Tuesday, July 13, 2010

This Industrial Heaven

There are those who say we can find perfect fulfillment by our openness to what is given in life, seeing that we ourselves are given. It's what they call the essential nature of grace, that many, going down a blind path, conceptualize and unwittingly turn away from.

All that is well and good as far as it goes, of course. But a more mature approach sees the true fulfillment in nothing so spacious, ambiguous, and undefinable. Instead, we see the real fulfillment in simply hammering away, getting in there and doing something. Working with our hands, letting our mind lead us in the experience of production. Being industrious.

Before I got into industrialism, looking back on it now, I can see I was just as unhappy as millions of others. I would try to find the elusive prize in nature, or I'd try to open myself, like I said above, to things that couldn't be adequately pinned down. And again, like many, I saw there was always more promise than delivery in that life.

But then I came to realize that the true heaven is the heaven of our own making, by building, horsetrading, selling, and the other experiences of industrialism. This industrial heaven is one that is not far off in the future never to be attained in fact, but it's right here, right now, attainable by every man.

If you've got the hunger for it, this freedom ... If you've got the desire to go beyond, to attain the promise ... then, really, I have to say, get on board. It's here for every man, every man who's willing to work for it ...

What you do is what the others of us in the Residential Industrial Movement are doing: You come up with some kind of industrial works right where you live -- whatever you choose -- and you plug yourself into it immediately, without delay. You come up with something that's either being made already or something that you've just now dreamt of. If it can be made, make it and sell it!

The outcome is a lot like the promise of art, without the great need for talent or existing museums to hang your masterpieces in. The promise of art is that you'll have fulfillment beyond measure just by daubing some paint randomly on a canvas like any monkey can do. Of course that's ridiculous. But this -- all the aspects of this industrial heaven as I've described them -- is true, 150% true! And within reach.

I know a guy -- nobody could do a thing with him. He was in his '40s and was still a juvenile delinquent. The guy was so bad you wished a terrorist would kill him. Art therapy, music therapy, religious intercession, and even the threat of prison -- tough love -- did him no good. Before long, he was getting tattoos and just generally making a nuisance of himself. It was so constant his caregivers never got breaks. He'd spit at you ... or worse. Most of them resigned or themselves had to be committed.

Then this guy -- Life itself hated his guts -- got a taste of industrialism. One of his neighbors, not really trying to spur him into action, consciously, showed him he could do things with his hands. This guy put his hand to a small task -- in this case it was cutting out pieces of wax paper to be used as the membrane in hearing aids. And just like that, he was hooked. Within a week he had a whole industry on his lot, including the smokestack (!), and he's been making "baker's dozen" egg cartons ever since, an ingenious innovation of an old standard, with a space for a 13th egg!

His story is a happy one. He loves it. And we wish him well.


* _TASK TO CARRY OUT_:
Which lines in the records below contain the word "branch"? Return each of them.

* _STORED DATA_:

Segment Open

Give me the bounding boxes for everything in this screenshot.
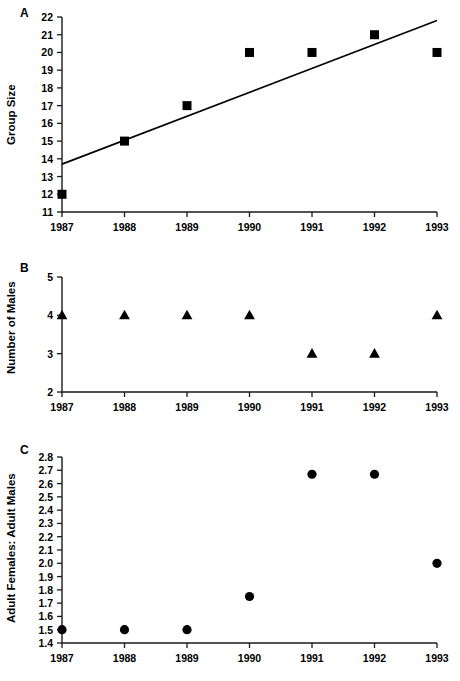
x-tick-label: 1991 <box>300 221 323 233</box>
plot-area-c <box>0 435 460 681</box>
data-point <box>182 625 191 634</box>
y-tick-label: 1.6 <box>0 610 53 622</box>
panel-b: B Number of Males 5432198719881989199019… <box>0 250 460 435</box>
panel-c: C Adult Females: Adult Males 2.82.72.62.… <box>0 435 460 681</box>
data-point <box>57 625 66 634</box>
data-point <box>244 310 255 320</box>
x-tick-label: 1991 <box>300 652 323 664</box>
data-point <box>120 625 129 634</box>
data-point <box>245 48 254 57</box>
y-tick-label: 16 <box>0 117 53 129</box>
x-tick-label: 1993 <box>425 652 448 664</box>
x-tick-label: 1991 <box>300 401 323 413</box>
axis-spine <box>62 277 437 392</box>
y-tick-label: 2.0 <box>0 557 53 569</box>
x-tick-label: 1989 <box>175 221 198 233</box>
x-tick-label: 1990 <box>238 401 261 413</box>
y-tick-label: 11 <box>0 206 53 218</box>
y-tick-label: 22 <box>0 11 53 23</box>
y-tick-label: 2 <box>0 386 53 398</box>
y-tick-label: 2.8 <box>0 451 53 463</box>
axis-spine <box>62 17 437 212</box>
y-tick-label: 1.7 <box>0 597 53 609</box>
x-tick-label: 1993 <box>425 221 448 233</box>
y-tick-label: 17 <box>0 100 53 112</box>
plot-c-svg <box>0 435 460 681</box>
data-point <box>307 348 318 358</box>
data-point <box>432 310 443 320</box>
panel-a: A Group Size 222120191817161514131211198… <box>0 0 460 250</box>
x-tick-label: 1993 <box>425 401 448 413</box>
y-tick-label: 20 <box>0 46 53 58</box>
x-tick-label: 1987 <box>50 652 73 664</box>
x-tick-label: 1992 <box>363 221 386 233</box>
y-tick-label: 1.5 <box>0 624 53 636</box>
y-tick-label: 1.9 <box>0 571 53 583</box>
x-tick-label: 1988 <box>113 221 136 233</box>
data-point <box>308 48 317 57</box>
data-point <box>370 30 379 39</box>
y-tick-label: 2.6 <box>0 478 53 490</box>
y-tick-label: 18 <box>0 82 53 94</box>
data-point <box>120 137 129 146</box>
data-point <box>369 348 380 358</box>
x-tick-label: 1990 <box>238 652 261 664</box>
y-tick-label: 19 <box>0 64 53 76</box>
data-point <box>182 310 193 320</box>
x-tick-label: 1992 <box>363 652 386 664</box>
y-tick-label: 13 <box>0 171 53 183</box>
y-tick-label: 2.1 <box>0 544 53 556</box>
data-point <box>370 470 379 479</box>
x-tick-label: 1988 <box>113 652 136 664</box>
y-tick-label: 2.5 <box>0 491 53 503</box>
data-point <box>245 592 254 601</box>
x-tick-label: 1987 <box>50 401 73 413</box>
y-tick-label: 21 <box>0 29 53 41</box>
y-tick-label: 2.2 <box>0 531 53 543</box>
axis-spine <box>62 457 437 643</box>
y-tick-label: 2.7 <box>0 464 53 476</box>
y-tick-label: 15 <box>0 135 53 147</box>
y-tick-label: 1.4 <box>0 637 53 649</box>
x-tick-label: 1990 <box>238 221 261 233</box>
y-tick-label: 12 <box>0 188 53 200</box>
y-tick-label: 3 <box>0 348 53 360</box>
y-tick-label: 2.3 <box>0 517 53 529</box>
data-point <box>433 48 442 57</box>
x-tick-label: 1992 <box>363 401 386 413</box>
data-point <box>119 310 130 320</box>
trend-line <box>62 21 437 165</box>
x-tick-label: 1988 <box>113 401 136 413</box>
data-point <box>58 190 67 199</box>
data-point <box>307 470 316 479</box>
x-tick-label: 1989 <box>175 652 198 664</box>
y-tick-label: 14 <box>0 153 53 165</box>
data-point <box>57 310 68 320</box>
y-tick-label: 1.8 <box>0 584 53 596</box>
plot-a-svg <box>0 0 460 250</box>
data-point <box>432 559 441 568</box>
data-point <box>183 101 192 110</box>
x-tick-label: 1987 <box>50 221 73 233</box>
plot-area-a <box>0 0 460 250</box>
y-tick-label: 5 <box>0 271 53 283</box>
x-tick-label: 1989 <box>175 401 198 413</box>
y-tick-label: 4 <box>0 309 53 321</box>
y-tick-label: 2.4 <box>0 504 53 516</box>
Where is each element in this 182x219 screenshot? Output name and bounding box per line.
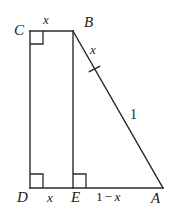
right-angle-marker-C [30,31,43,44]
vertex-label-A: A [151,191,160,206]
vertex-label-B: B [84,15,93,30]
right-angle-marker-E [73,174,86,188]
side-label-bottom-EA-minus: − [103,189,115,204]
vertex-label-E: E [71,190,80,205]
segment-BA-hypotenuse [73,31,163,188]
side-label-bottom-EA-x: x [114,189,120,204]
side-label-bottom-DE: x [47,191,53,204]
right-angle-marker-D [30,174,43,188]
side-label-bottom-EA: 1−x [96,190,120,204]
vertex-label-D: D [17,190,28,205]
side-label-bottom-EA-one: 1 [96,189,103,204]
vertex-label-C: C [14,23,24,38]
side-label-hypotenuse-length: 1 [130,108,137,122]
side-label-hypotenuse-upper: x [90,43,96,56]
side-label-top-CB: x [43,13,49,26]
geometry-figure: C B D E A x x 1 x 1−x [0,0,182,219]
figure-canvas [0,0,182,219]
tick-mark-on-BA [89,63,99,75]
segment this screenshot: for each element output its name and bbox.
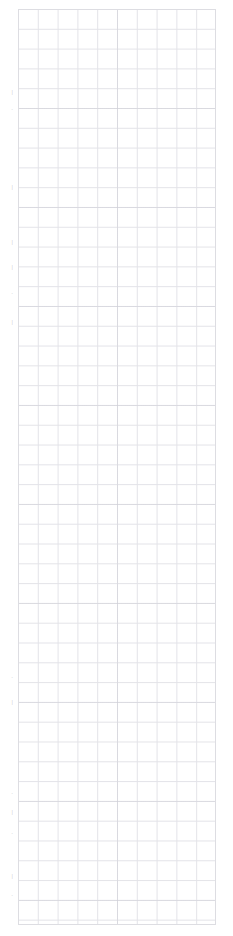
margin-fragment: . [11,828,13,836]
margin-fragment: | [12,872,13,880]
grid-border-right [215,9,216,925]
margin-fragment: . [11,672,13,680]
grid-border-left [18,9,19,925]
margin-fragment: | [12,88,13,96]
grid-border-top [18,9,216,10]
page-canvas: |.|||.|.|.|.|. [0,0,233,936]
margin-fragment: | [12,238,13,246]
margin-fragment: | [12,808,13,816]
margin-fragment: . [11,288,13,296]
margin-clipped-text: |.|||.|.|.|.|. [0,0,16,936]
margin-fragment: | [12,318,13,326]
margin-fragment: . [11,890,13,898]
margin-fragment: | [12,183,13,191]
margin-fragment: | [12,698,13,706]
grid-border-bottom [18,924,216,925]
margin-fragment: . [11,788,13,796]
graph-paper-grid [18,9,216,925]
grid-major-lines-overlay [18,9,216,925]
margin-fragment: . [11,104,13,112]
margin-fragment: | [12,263,13,271]
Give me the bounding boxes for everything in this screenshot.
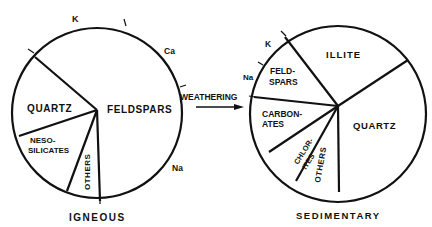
igneous-nesosilicates-label-2: SILICATES bbox=[28, 146, 70, 155]
sedimentary-tick bbox=[281, 31, 286, 36]
igneous-tick bbox=[180, 85, 186, 87]
igneous-others-label: OTHERS bbox=[83, 154, 92, 191]
igneous-tick bbox=[124, 19, 126, 26]
weathering-diagram: FELDSPARS K Ca Na QUARTZ NESO- SILICATES… bbox=[0, 0, 432, 227]
igneous-tick bbox=[28, 49, 34, 53]
sedimentary-quartz-label: QUARTZ bbox=[353, 120, 396, 131]
sedimentary-feldspars-label-1: FELD- bbox=[270, 66, 295, 76]
sedimentary-tick bbox=[258, 62, 263, 65]
sedimentary-title: SEDIMENTARY bbox=[296, 210, 381, 221]
sedimentary-illite-label: ILLITE bbox=[326, 49, 361, 60]
sedimentary-carbonates-label-1: CARBON- bbox=[262, 109, 302, 119]
igneous-ca-label: Ca bbox=[164, 46, 175, 56]
sedimentary-others-label: OTHERS bbox=[313, 146, 328, 184]
sedimentary-divider-quartz bbox=[338, 60, 408, 106]
igneous-divider-others bbox=[67, 110, 97, 191]
igneous-quartz-label: QUARTZ bbox=[27, 103, 72, 114]
igneous-nesosilicates-label-1: NESO- bbox=[30, 136, 56, 145]
sedimentary-feldspars-label-2: SPARS bbox=[269, 77, 298, 87]
sedimentary-na-label: Na bbox=[243, 73, 254, 82]
sedimentary-divider-feldspars bbox=[254, 97, 338, 106]
weathering-arrow bbox=[196, 104, 244, 110]
sedimentary-k-label: K bbox=[265, 39, 272, 49]
igneous-divider-feldspars bbox=[97, 110, 100, 201]
igneous-k-label: K bbox=[72, 14, 79, 24]
sedimentary-divider-others bbox=[338, 106, 339, 192]
weathering-label: WEATHERING bbox=[180, 92, 238, 102]
igneous-na-label: Na bbox=[172, 163, 183, 173]
sedimentary-carbonates-label-2: ATES bbox=[262, 119, 284, 129]
igneous-feldspars-label: FELDSPARS bbox=[107, 104, 172, 115]
igneous-title: IGNEOUS bbox=[69, 212, 126, 223]
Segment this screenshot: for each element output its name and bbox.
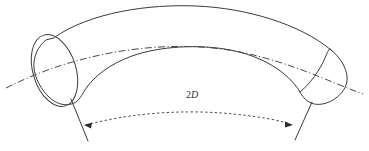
left-extension-line bbox=[71, 99, 88, 141]
technical-drawing-figure: 2D bbox=[0, 0, 369, 151]
left-arrowhead bbox=[84, 123, 92, 129]
dimension-symbol: D bbox=[190, 89, 199, 100]
right-arrowhead bbox=[285, 122, 293, 128]
right-extension-line bbox=[295, 102, 312, 140]
bend-dimension-arc bbox=[86, 112, 290, 125]
dimension-label: 2D bbox=[186, 89, 199, 100]
figure-canvas: 2D bbox=[0, 0, 369, 151]
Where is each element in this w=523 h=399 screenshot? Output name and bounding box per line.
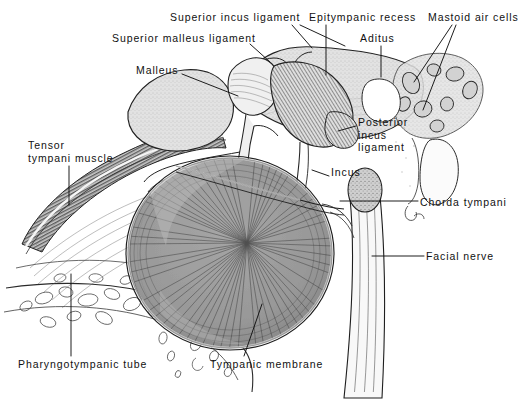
label-superior-malleus-ligament: Superior malleus ligament	[112, 32, 256, 45]
label-chorda-tympani: Chorda tympani	[420, 196, 507, 209]
label-tympanic-membrane: Tympanic membrane	[210, 358, 323, 371]
label-pharyngotympanic-tube: Pharyngotympanic tube	[18, 358, 147, 371]
label-posterior-incus-ligament: Posterior incus ligament	[358, 116, 408, 154]
label-malleus: Malleus	[136, 64, 178, 77]
label-aditus: Aditus	[360, 32, 395, 45]
label-tensor-tympani-muscle: Tensor tympani muscle	[28, 139, 114, 164]
label-superior-incus-ligament: Superior incus ligament	[170, 11, 300, 24]
label-facial-nerve: Facial nerve	[426, 250, 494, 263]
label-incus: Incus	[331, 166, 361, 179]
label-mastoid-air-cells: Mastoid air cells	[428, 11, 519, 24]
anatomical-illustration: Superior incus ligamentEpitympanic reces…	[0, 0, 523, 399]
label-epitympanic-recess: Epitympanic recess	[309, 11, 416, 24]
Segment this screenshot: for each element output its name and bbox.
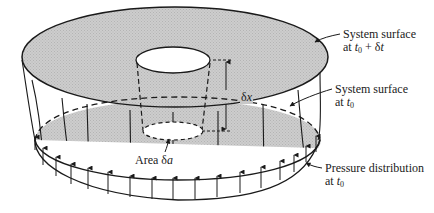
label-suffix: + δ <box>362 40 380 54</box>
dx-var: x <box>247 90 252 104</box>
label-line2: at t0 <box>335 96 408 112</box>
label-system-surface-t0-dt: System surface at t0 + δt <box>343 28 416 57</box>
area-var: a <box>167 153 173 167</box>
label-prefix: at <box>343 40 355 54</box>
area-da-ellipse <box>143 122 203 140</box>
dt-var: t <box>380 40 383 54</box>
label-line2: at t0 + δt <box>343 41 416 57</box>
label-prefix: at <box>325 174 337 188</box>
hole-top <box>136 47 210 73</box>
label-line2: at t0 <box>325 175 424 191</box>
label-system-surface-t0: System surface at t0 <box>335 83 408 112</box>
label-pressure-distribution: Pressure distribution at t0 <box>325 162 424 191</box>
label-prefix: at <box>335 95 347 109</box>
subscript: 0 <box>340 180 344 189</box>
label-dx: δx <box>240 91 253 104</box>
subscript: 0 <box>350 101 354 110</box>
area-prefix: Area δ <box>135 153 167 167</box>
label-area-da: Area δa <box>133 154 175 167</box>
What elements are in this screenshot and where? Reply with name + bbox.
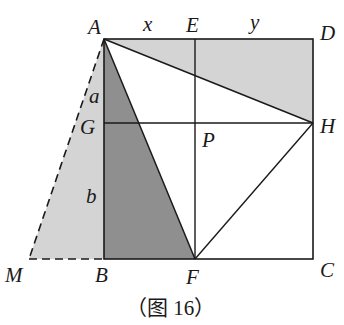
- label-G: G: [80, 115, 95, 139]
- label-E: E: [185, 13, 199, 37]
- label-P: P: [201, 128, 215, 152]
- label-D: D: [319, 21, 335, 45]
- label-H: H: [319, 114, 337, 138]
- label-M: M: [4, 263, 24, 287]
- geometry-diagram: A E D G P H M B F C x y a b （图 16）: [0, 0, 344, 325]
- label-b: b: [86, 184, 97, 208]
- label-F: F: [185, 265, 199, 289]
- label-A: A: [86, 15, 101, 39]
- figure-caption: （图 16）: [126, 296, 215, 320]
- label-a: a: [89, 84, 100, 108]
- label-y: y: [248, 10, 260, 34]
- label-x: x: [142, 12, 153, 36]
- label-B: B: [95, 263, 108, 287]
- label-C: C: [320, 258, 335, 282]
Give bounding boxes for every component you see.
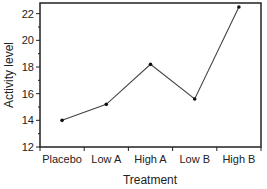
y-tick-label: 22 bbox=[22, 8, 34, 20]
data-point-marker bbox=[193, 97, 197, 101]
line-chart: 121416182022 PlaceboLow AHigh ALow BHigh… bbox=[0, 0, 267, 189]
y-tick-label: 20 bbox=[22, 34, 34, 46]
data-point-marker bbox=[237, 5, 241, 9]
data-point-marker bbox=[60, 119, 64, 123]
y-tick-label: 12 bbox=[22, 141, 34, 153]
data-point-marker bbox=[149, 63, 153, 67]
plot-frame bbox=[40, 3, 261, 147]
y-axis: 121416182022 bbox=[22, 8, 40, 153]
x-tick-label: Placebo bbox=[42, 153, 82, 165]
x-tick-label: Low A bbox=[91, 153, 122, 165]
y-axis-title: Activity level bbox=[2, 42, 16, 108]
y-tick-label: 16 bbox=[22, 88, 34, 100]
x-axis-title: Treatment bbox=[123, 173, 178, 187]
data-point-marker bbox=[105, 103, 109, 107]
y-tick-label: 18 bbox=[22, 61, 34, 73]
x-tick-label: High B bbox=[222, 153, 255, 165]
x-axis: PlaceboLow AHigh ALow BHigh B bbox=[40, 147, 261, 165]
x-tick-label: Low B bbox=[179, 153, 210, 165]
x-tick-label: High A bbox=[134, 153, 167, 165]
data-series bbox=[60, 5, 240, 122]
y-tick-label: 14 bbox=[22, 114, 34, 126]
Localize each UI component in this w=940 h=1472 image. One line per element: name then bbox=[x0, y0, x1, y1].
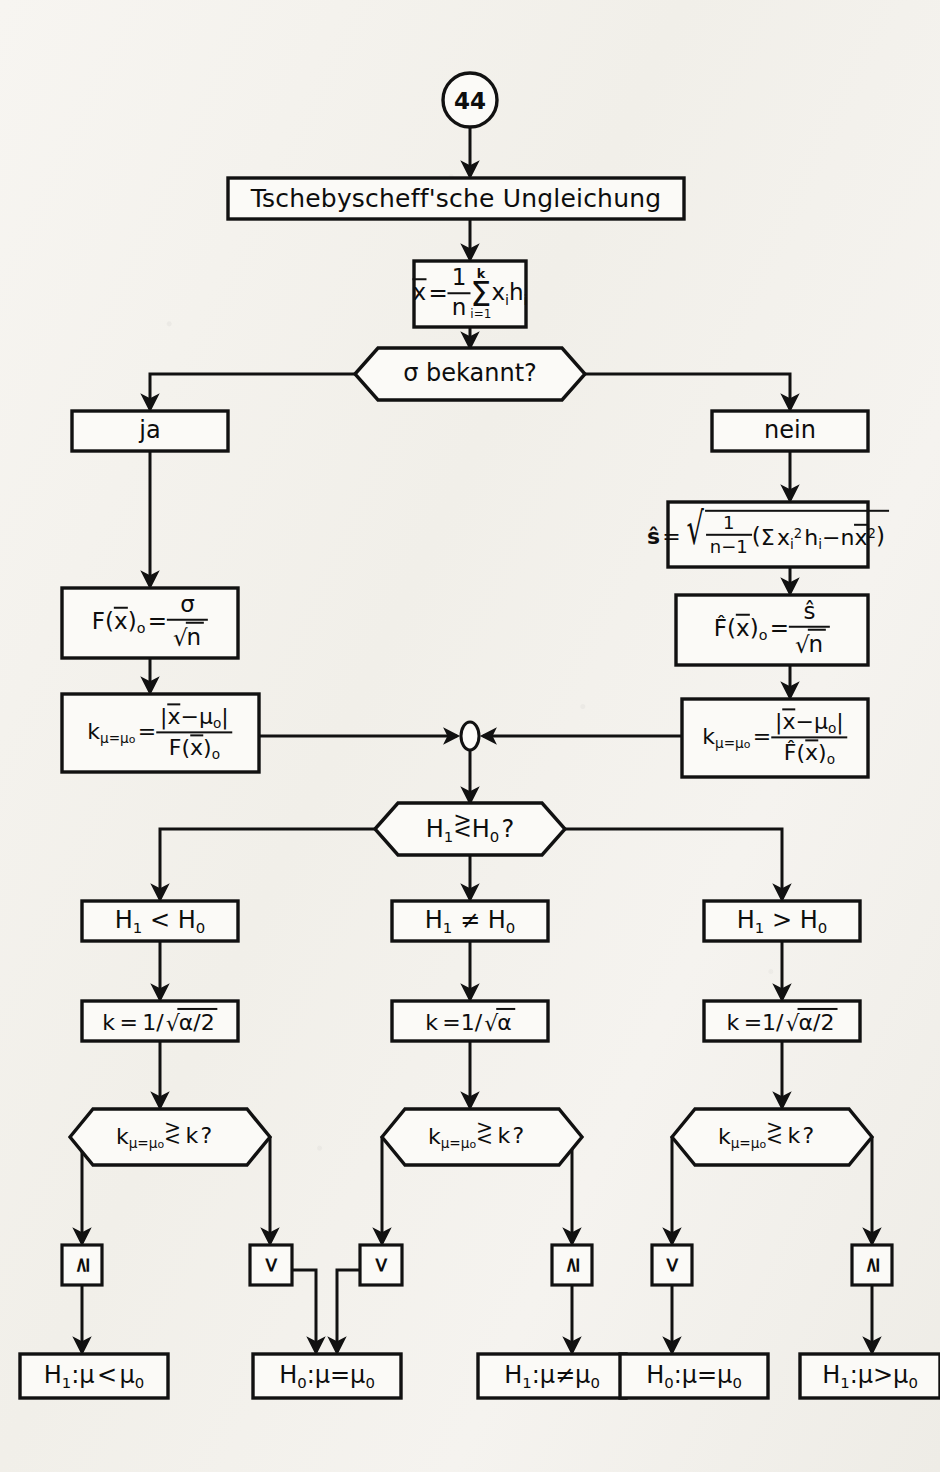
hypothesis-noteq-label: H1 ≠ H0 bbox=[425, 908, 515, 933]
merge-connector[interactable] bbox=[461, 722, 479, 750]
f-left-label: F(x)o =σ√n bbox=[92, 593, 208, 652]
result-label-1: H1:μ < μ0 bbox=[44, 1363, 145, 1388]
edge-sd2-to-result2 bbox=[292, 1270, 316, 1352]
f-right-label: F̂(x)o =ŝ√n bbox=[714, 600, 830, 659]
hypothesis-less-label: H1 < H0 bbox=[115, 908, 205, 933]
small-decision-6-label: ≥ bbox=[861, 1256, 883, 1274]
k-crit-left-label: k = 1/√α/2 bbox=[102, 1008, 217, 1034]
small-decision-2-label: < bbox=[260, 1256, 282, 1274]
result-label-4: H0:μ=μ0 bbox=[646, 1363, 742, 1388]
sigma-decision-label: σ bekannt? bbox=[403, 361, 537, 386]
hypothesis-decision-label: H1><H0 ? bbox=[426, 813, 515, 843]
mean-formula-label: x =1nkΣi=1xihi bbox=[412, 266, 527, 322]
edge-hyp-to-less bbox=[160, 829, 375, 899]
k-crit-mid-label: k =1/√α bbox=[425, 1008, 515, 1034]
result-label-3: H1:μ≠μ0 bbox=[504, 1363, 600, 1388]
hypothesis-greater-label: H1 > H0 bbox=[737, 908, 827, 933]
title-label: Tschebyscheff'sche Ungleichung bbox=[251, 186, 662, 212]
edge-sigma-to-nein bbox=[585, 374, 790, 409]
k-right-label: kμ=μo =|x−μo|F̂(x)o bbox=[702, 709, 847, 766]
small-decision-3-label: < bbox=[370, 1256, 392, 1274]
edge-sigma-to-ja bbox=[150, 374, 355, 409]
small-decision-4-label: ≥ bbox=[561, 1256, 583, 1274]
flowchart-page: 44 Tschebyscheff'sche Ungleichung x =1nk… bbox=[0, 0, 940, 1472]
compare-left-label: kμ=μo>< k ? bbox=[116, 1121, 212, 1148]
small-decision-5-label: < bbox=[661, 1256, 683, 1274]
k-crit-right-label: k =1/√α/2 bbox=[727, 1008, 838, 1034]
edge-sd3-to-result2 bbox=[337, 1270, 360, 1352]
compare-mid-label: kμ=μo>< k ? bbox=[428, 1121, 524, 1148]
small-decision-1-label: ≥ bbox=[71, 1256, 93, 1274]
compare-right-label: kμ=μo>< k ? bbox=[718, 1121, 814, 1148]
result-label-5: H1:μ>μ0 bbox=[822, 1363, 918, 1388]
k-left-label: kμ=μo =|x−μo|F(x)o bbox=[87, 704, 232, 761]
s-hat-formula-label: ŝ =√1n−1(Σ xi2 hi−nx2) bbox=[647, 510, 889, 558]
branch-yes-label: ja bbox=[139, 418, 160, 443]
edge-hyp-to-greater bbox=[565, 829, 782, 899]
start-connector-label: 44 bbox=[454, 89, 486, 113]
result-label-2: H0:μ=μ0 bbox=[279, 1363, 375, 1388]
branch-no-label: nein bbox=[764, 418, 816, 443]
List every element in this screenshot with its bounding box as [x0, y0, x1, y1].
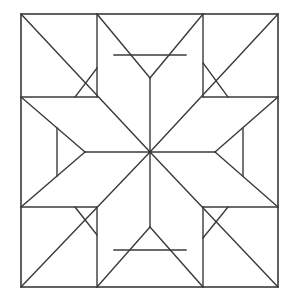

Segment Closed

* _OUTPUT FOR THIS EXERCISE_:
branch-yes-label: ja bbox=[139, 418, 160, 443]
branch-no-label: nein bbox=[764, 418, 816, 443]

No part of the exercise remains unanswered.